FM’s Got Issues… With BATMAN’s Utter Awesomeness

X-men Legacy

Let’s start with some perspective: this was a huge week for comics. Marvel released no less than four relaunched #1 titles, including Brian Michael Bendis’s ALL NEW X-MEN. Image gave us SAGA #7 and WALKING DEAD #104 in the same week. Dark Horse let loose with VICTORIES #4, CREEP #3, and EX SANGUINE #2. Even IDW’s amazing glamatron adventure from planet psychadelic, THE ZAUCER OF ZILK, released its #2 (of 2) issue, and BOOM! Studios continued the awesome and snarky EXTERMINATION with a resounding #6.

This is a lot of material to choose from. And there is a lot of quality writing and art going on, here. On any other week I might focus exclusively on Image and Dark Horse and how they’re clobbering the hell out of the industry with excitement and innovation.

But then I read Scott Snyder and Greg Capullo’s BATMAN #14, and well… everything else fell away in the wake of its utter awesomeness.

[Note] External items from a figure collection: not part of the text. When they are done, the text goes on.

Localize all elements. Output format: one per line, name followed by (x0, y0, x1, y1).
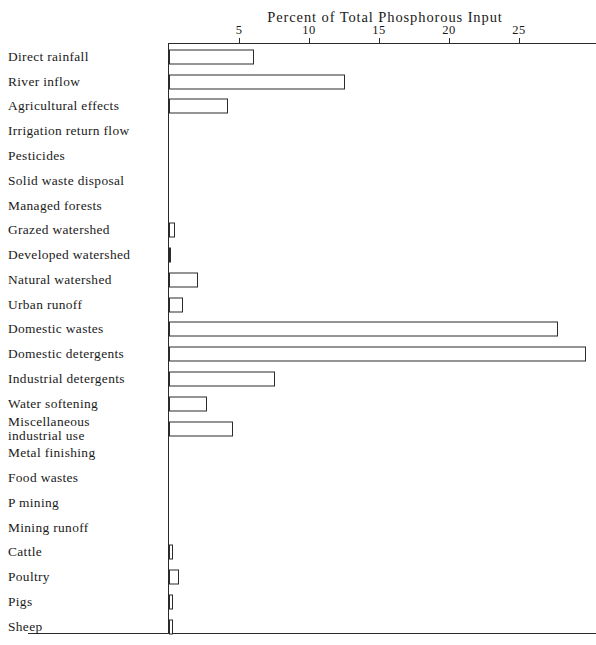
bar-row: Industrial detergents (0, 367, 596, 392)
phosphorous-input-bar-chart: Percent of Total Phosphorous Input 51015… (0, 0, 596, 645)
category-label: Managed forests (8, 199, 168, 213)
category-label-slot: Industrial detergents (18, 367, 168, 392)
bar-row: Natural watershed (0, 268, 596, 293)
category-label-slot: River inflow (18, 69, 168, 94)
category-label: Poultry (8, 570, 168, 584)
bar (169, 396, 207, 411)
category-label: Developed watershed (8, 248, 168, 262)
category-label: River inflow (8, 75, 168, 89)
category-label-slot: Miscellaneous industrial use (18, 416, 168, 441)
bar-row: Mining runoff (0, 515, 596, 540)
category-label: Direct rainfall (8, 50, 168, 64)
bar (169, 272, 198, 287)
category-label-slot: Metal finishing (18, 441, 168, 466)
category-label-slot: Poultry (18, 565, 168, 590)
category-label: Sheep (8, 620, 168, 634)
category-label-slot: P mining (18, 491, 168, 516)
bar (169, 347, 586, 362)
category-label: Mining runoff (8, 521, 168, 535)
category-label-slot: Water softening (18, 391, 168, 416)
category-label: Agricultural effects (8, 99, 168, 113)
bar-row: Water softening (0, 391, 596, 416)
x-axis-tick-label-25: 25 (512, 23, 525, 38)
category-label: Pesticides (8, 149, 168, 163)
bar-row: Developed watershed (0, 243, 596, 268)
bar (169, 99, 228, 114)
bar (169, 49, 254, 64)
category-label: Miscellaneous industrial use (8, 415, 168, 443)
category-label: Irrigation return flow (8, 124, 168, 138)
category-label: P mining (8, 496, 168, 510)
bar-row: Cattle (0, 540, 596, 565)
bar (169, 74, 345, 89)
bar-row: Metal finishing (0, 441, 596, 466)
category-label-slot: Agricultural effects (18, 94, 168, 119)
category-label-slot: Pesticides (18, 144, 168, 169)
bar (169, 248, 171, 263)
category-label-slot: Sheep (18, 614, 168, 639)
category-label: Domestic detergents (8, 347, 168, 361)
bar-row: Agricultural effects (0, 94, 596, 119)
category-label-slot: Direct rainfall (18, 45, 168, 70)
category-label-slot: Irrigation return flow (18, 119, 168, 144)
bar-row: Grazed watershed (0, 218, 596, 243)
bar-row: Food wastes (0, 466, 596, 491)
category-label: Industrial detergents (8, 372, 168, 386)
bar (169, 421, 233, 436)
bar-row: Solid waste disposal (0, 168, 596, 193)
category-label-slot: Cattle (18, 540, 168, 565)
bar-row: Domestic wastes (0, 317, 596, 342)
bar (169, 595, 173, 610)
category-label-slot: Developed watershed (18, 243, 168, 268)
bar-row: Poultry (0, 565, 596, 590)
bar (169, 297, 183, 312)
x-axis-tick-label-10: 10 (302, 23, 315, 38)
category-label-slot: Domestic wastes (18, 317, 168, 342)
bar-row: Pigs (0, 590, 596, 615)
category-label: Cattle (8, 545, 168, 559)
category-label: Metal finishing (8, 446, 168, 460)
category-label-slot: Grazed watershed (18, 218, 168, 243)
bar-row: River inflow (0, 69, 596, 94)
category-label: Natural watershed (8, 273, 168, 287)
bar-row: Pesticides (0, 144, 596, 169)
category-label-slot: Urban runoff (18, 292, 168, 317)
bar (169, 372, 275, 387)
bar-row: Domestic detergents (0, 342, 596, 367)
category-label: Urban runoff (8, 298, 168, 312)
category-label: Pigs (8, 595, 168, 609)
category-label-slot: Domestic detergents (18, 342, 168, 367)
category-label-slot: Natural watershed (18, 268, 168, 293)
bar (169, 570, 179, 585)
category-label: Grazed watershed (8, 223, 168, 237)
bar (169, 223, 175, 238)
x-axis-tick-label-15: 15 (372, 23, 385, 38)
category-label-slot: Pigs (18, 590, 168, 615)
category-label: Solid waste disposal (8, 174, 168, 188)
category-label-slot: Solid waste disposal (18, 168, 168, 193)
category-label: Domestic wastes (8, 322, 168, 336)
bar (169, 322, 558, 337)
category-label: Food wastes (8, 471, 168, 485)
bar-row: Miscellaneous industrial use (0, 416, 596, 441)
bar (169, 619, 173, 634)
bar (169, 545, 173, 560)
bar-row: Direct rainfall (0, 45, 596, 70)
bar-row: Irrigation return flow (0, 119, 596, 144)
category-label-slot: Managed forests (18, 193, 168, 218)
category-label-slot: Food wastes (18, 466, 168, 491)
category-label-slot: Mining runoff (18, 515, 168, 540)
x-axis-tick-label-5: 5 (236, 23, 243, 38)
bar-row: Urban runoff (0, 292, 596, 317)
category-label: Water softening (8, 397, 168, 411)
bar-row: P mining (0, 491, 596, 516)
bar-row: Managed forests (0, 193, 596, 218)
x-axis-tick-label-20: 20 (442, 23, 455, 38)
bar-row: Sheep (0, 614, 596, 639)
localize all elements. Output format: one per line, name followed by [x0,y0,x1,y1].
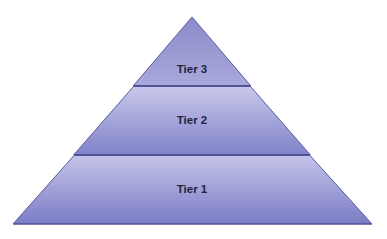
tier-2: Tier 2 [74,87,310,155]
tier-3: Tier 3 [134,17,251,86]
tier-3-label: Tier 3 [177,63,207,75]
tier-2-label: Tier 2 [177,114,207,126]
tier-1: Tier 1 [13,156,372,225]
pyramid-diagram: Tier 3 Tier 2 Tier 1 [0,0,387,239]
tier-1-label: Tier 1 [177,183,208,195]
tier-3-shape [134,17,251,86]
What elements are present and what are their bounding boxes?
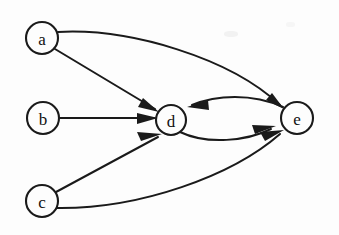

That being said, before this occurred, I had the pleasure of reading several of the above comics, which absolutely deserve mention. In EXTERMINATION, Simon Spurrier’s witty dialogue between the “Science-making aristocratic anglobastard in a gas mask” and a brooding guy who looks a lot like Batman is so entirely hilarious and linguistically luscious that the book could be about nothing and I would still be reading it. Similarly, in X-MEN LEGACY #1, also written by Spurrier, it took me at least 10 pages to figure out what was actually going on. But this doesn’t mean I wasn’t entertained. I have a soft spot for weirdness, and I look forward to more.

Michael Avon Oeming’s THE VICTORIES is my favorite indie book at the moment. The main masked man, Faustus, looks like the Black Rabbit of Inle from WATERSHIP DOWN. He’s crazy and dangerous and alcoholic and awesome, as well as a victim of child abuse: something his nemesis, the Jackal, decides to use as leverage against him in a heartbreaking setup that includes adolescent boys beating the crap out of him and then taking a picture.

The best of the Marvel NOW! #1 issues was undoubtedly THOR #1, by Jason Aaron and Esad Ribic, an issue that spans three time periods and manages to be both epic and empathetic in the way THOR hasn’t been since… well, a long time. Aaron hasn’t tried to water the character down for movie fans or tepid sensibilities—this is a god who drinks his fill of booze and answers plaintive calls, in equal measure. The Thor I loved when I was twelve.

And though it is not rooted in the supernatural, Jay Faerber and Koray Kuranel’s POINT OF IMPACT #2 deserves a mention. It is not the stuff of monsters, but good, hard-boiled detective philangering that would suffer mightly from an attempted color palate, so thank the gods it remains in stark, perfect black and white. It feelts like old pulp. It runs out like prime time television.

But then… BATMAN #14. I’ve been reading Snyder and Capullo’s run since the first issue, admittedly, and I’ve been truly impressed with every new angle and artistic shadow.

But here’s the thing: I don’t care about Batman. I don’t care about Bruce Wayne. I don’t even worship the Christopher Nolan movies. What makes me care is this illustrious, terrifying series that began with the Court of Owls and is now venturing into the well-tread territory of the Joker and his obsession. Except that Snyder makes it all new.

See, if a truly great hero needs a truly great villain, then Batman must be the greatest hero in comics. This is horror seen through a magnifying glass: not messy or blood-spattered, but so closely experienced to make a terrifying amount of sense. You sense the Joker’s sick illogic in a way you wish you didn’t. He has elegance, a way with words, and a love for his adversary as generic monsters can never have. He twirls, bows, calls Batman his “darling”. He all but proclaims his love like some sick stalker in a slasher film. It’s a beautiful issue. A sick paradise.

If every book were this good every week, comics would be bigger than One Direction.